Sunday, October 18, 2009

My father, continued.


When I was a kid things were very different than they are today. It's been said that it would have been easier for Napoleon to go back to Roman times than to go ahead 50 years. Such is the pace of change in the world today. Anyway, back to when I was a kid.

Back then, there were milk men. In our neighborhood, the local diary was called Dellwood and milk in thick glass bottles would be put in an insulated galvanized steel milk box that you had by your back door. This was real milk; skim or 2% or soy hadn't entered our consciousness. And we drank a lot of it--it was a requirement according to my mother or we'd be hunch-backed with scoliosis or get rickets or something horrible, so we got four quarts two times a week and drank milk at every meal. The idea of drinking soda at a meal was absolutely alien to us. Good families just didn't do that.

As always, my father was thinking. Of the many battles in our little tilted home, one of the most regular was over the drinking of the milk. You couldn't leave the table if you didn't finish your milk, it was that simple. That rule was as inviolable as the sun rising in the east. My father was thinking, how could he make drinking milk better, easier and more fun.

One evening my father came home with a cannister about the size of a can of supermarket coffee in a brown paper bag. "This is it," he proclaimed. And he pulled the can from out of the bag with a hand-lettered label on it that read "Purple Cow."

"I never saw a Purple cow," my father recited.
"I never hope to see one.
But I can tell you, anyhow,
I'd rather see than be one."

Purple Cow in my father's incarnation was a vitamin powder impregnated with freeze-dried grape juice. How he concocted the stuff, I couldn't tell you. He had no lab and no chemistry training but somehow he did. He grabbed my still-full glass of milk and a teaspoon and mixed the powder into my drink. Instantly my milk turned a borscht-like purple.

"Drink it," he ordered. "Drink it."

I wasn't exactly a finicky eater (or drinker) but the idea of purple milk repulsed me. My father grabbed my glass and slid it over to my older, more-tractable brother. "Drink it," he ordered and my brother took a tentative sip.

"It's delicious," my father proclaimed, "it's full of vitamins and it's fun. It's good for you."

My brother winced down another sip. And then slid the glass back to me and I did the same.

"It. Doesn't. Taste. Good. Dad." I said between gags.

"It's delicious," my father repeated. "Drink up." I complied. I knew when my father got this way there was no arguing, there was no way out.

For the next few weeks we saw very little of my father. He was out morning, noon and night trying to find a buyer for "Purple Cow." The thing was, it did taste awful, chalky, bitter and ugly. But to my father (who likely had never tasted it) it was manna from udder.

He never did find a buyer, ultimately gave up the cow and moved onto something else.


» **Exercise description**
Word for word, repeat all of the entries below.

Excerpts from a dataset
• • • • • • •
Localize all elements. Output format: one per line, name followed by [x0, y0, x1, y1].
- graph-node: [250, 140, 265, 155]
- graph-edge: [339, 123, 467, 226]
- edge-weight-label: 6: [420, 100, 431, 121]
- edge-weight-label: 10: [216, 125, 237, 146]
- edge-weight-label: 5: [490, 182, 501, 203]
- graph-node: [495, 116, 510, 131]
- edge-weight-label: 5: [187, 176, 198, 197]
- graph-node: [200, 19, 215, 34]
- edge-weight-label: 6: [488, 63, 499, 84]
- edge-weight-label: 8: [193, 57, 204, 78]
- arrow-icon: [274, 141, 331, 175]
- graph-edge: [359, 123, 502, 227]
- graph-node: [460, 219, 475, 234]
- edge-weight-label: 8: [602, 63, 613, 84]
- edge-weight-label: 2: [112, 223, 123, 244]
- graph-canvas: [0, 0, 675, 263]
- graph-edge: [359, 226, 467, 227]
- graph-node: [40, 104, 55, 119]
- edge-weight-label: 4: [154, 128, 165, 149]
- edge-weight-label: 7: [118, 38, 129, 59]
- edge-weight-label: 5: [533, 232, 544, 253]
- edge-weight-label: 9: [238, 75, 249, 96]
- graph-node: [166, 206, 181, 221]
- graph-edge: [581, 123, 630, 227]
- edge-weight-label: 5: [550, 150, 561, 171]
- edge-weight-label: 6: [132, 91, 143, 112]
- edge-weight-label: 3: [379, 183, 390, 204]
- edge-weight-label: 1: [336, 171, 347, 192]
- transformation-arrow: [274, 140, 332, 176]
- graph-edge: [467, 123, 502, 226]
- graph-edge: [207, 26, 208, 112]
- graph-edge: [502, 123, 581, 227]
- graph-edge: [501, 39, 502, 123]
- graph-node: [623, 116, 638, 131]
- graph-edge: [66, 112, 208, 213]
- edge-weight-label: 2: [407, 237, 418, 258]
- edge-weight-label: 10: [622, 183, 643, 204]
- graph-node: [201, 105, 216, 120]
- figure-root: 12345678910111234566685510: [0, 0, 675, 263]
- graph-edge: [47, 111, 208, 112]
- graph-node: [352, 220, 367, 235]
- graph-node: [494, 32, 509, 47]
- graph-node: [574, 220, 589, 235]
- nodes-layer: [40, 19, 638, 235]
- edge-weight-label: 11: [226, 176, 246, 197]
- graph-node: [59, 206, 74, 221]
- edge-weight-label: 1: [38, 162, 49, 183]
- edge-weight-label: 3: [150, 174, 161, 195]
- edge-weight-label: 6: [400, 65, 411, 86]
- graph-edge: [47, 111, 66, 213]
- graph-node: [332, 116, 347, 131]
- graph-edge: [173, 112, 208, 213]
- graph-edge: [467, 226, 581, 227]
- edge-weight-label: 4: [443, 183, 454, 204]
• • • • • • •
» **Solution for this problem**
Localize all elements. Output format: one per line, name followed by [x0, y0, x1, y1].
- graph-node: [250, 140, 265, 155]
- graph-edge: [339, 123, 467, 226]
- edge-weight-label: 6: [420, 100, 431, 121]
- edge-weight-label: 10: [216, 125, 237, 146]
- edge-weight-label: 5: [490, 182, 501, 203]
- graph-node: [495, 116, 510, 131]
- edge-weight-label: 5: [187, 176, 198, 197]
- graph-node: [200, 19, 215, 34]
- edge-weight-label: 6: [488, 63, 499, 84]
- edge-weight-label: 8: [193, 57, 204, 78]
- arrow-icon: [274, 141, 331, 175]
- graph-edge: [359, 123, 502, 227]
- graph-node: [460, 219, 475, 234]
- edge-weight-label: 8: [602, 63, 613, 84]
- edge-weight-label: 2: [112, 223, 123, 244]
- graph-canvas: [0, 0, 675, 263]
- graph-edge: [359, 226, 467, 227]
- graph-node: [40, 104, 55, 119]
- edge-weight-label: 4: [154, 128, 165, 149]
- edge-weight-label: 7: [118, 38, 129, 59]
- edge-weight-label: 5: [533, 232, 544, 253]
- edge-weight-label: 9: [238, 75, 249, 96]
- graph-node: [166, 206, 181, 221]
- graph-edge: [581, 123, 630, 227]
- edge-weight-label: 5: [550, 150, 561, 171]
- edge-weight-label: 6: [132, 91, 143, 112]
- edge-weight-label: 3: [379, 183, 390, 204]
- edge-weight-label: 1: [336, 171, 347, 192]
- transformation-arrow: [274, 140, 332, 176]
- graph-edge: [467, 123, 502, 226]
- graph-edge: [207, 26, 208, 112]
- graph-edge: [502, 123, 581, 227]
- graph-edge: [501, 39, 502, 123]
- graph-node: [623, 116, 638, 131]
- graph-edge: [66, 112, 208, 213]
- edge-weight-label: 2: [407, 237, 418, 258]
- edge-weight-label: 10: [622, 183, 643, 204]
- graph-node: [201, 105, 216, 120]
- figure-root: 12345678910111234566685510: [0, 0, 675, 263]
- graph-edge: [47, 111, 208, 112]
- graph-node: [352, 220, 367, 235]
- graph-node: [494, 32, 509, 47]
- graph-node: [574, 220, 589, 235]
- nodes-layer: [40, 19, 638, 235]
- edge-weight-label: 11: [226, 176, 246, 197]
- graph-node: [59, 206, 74, 221]
- edge-weight-label: 1: [38, 162, 49, 183]
- edge-weight-label: 3: [150, 174, 161, 195]
- edge-weight-label: 6: [400, 65, 411, 86]
- graph-edge: [47, 111, 66, 213]
- graph-node: [332, 116, 347, 131]
- graph-edge: [173, 112, 208, 213]
- graph-edge: [467, 226, 581, 227]
- edge-weight-label: 4: [443, 183, 454, 204]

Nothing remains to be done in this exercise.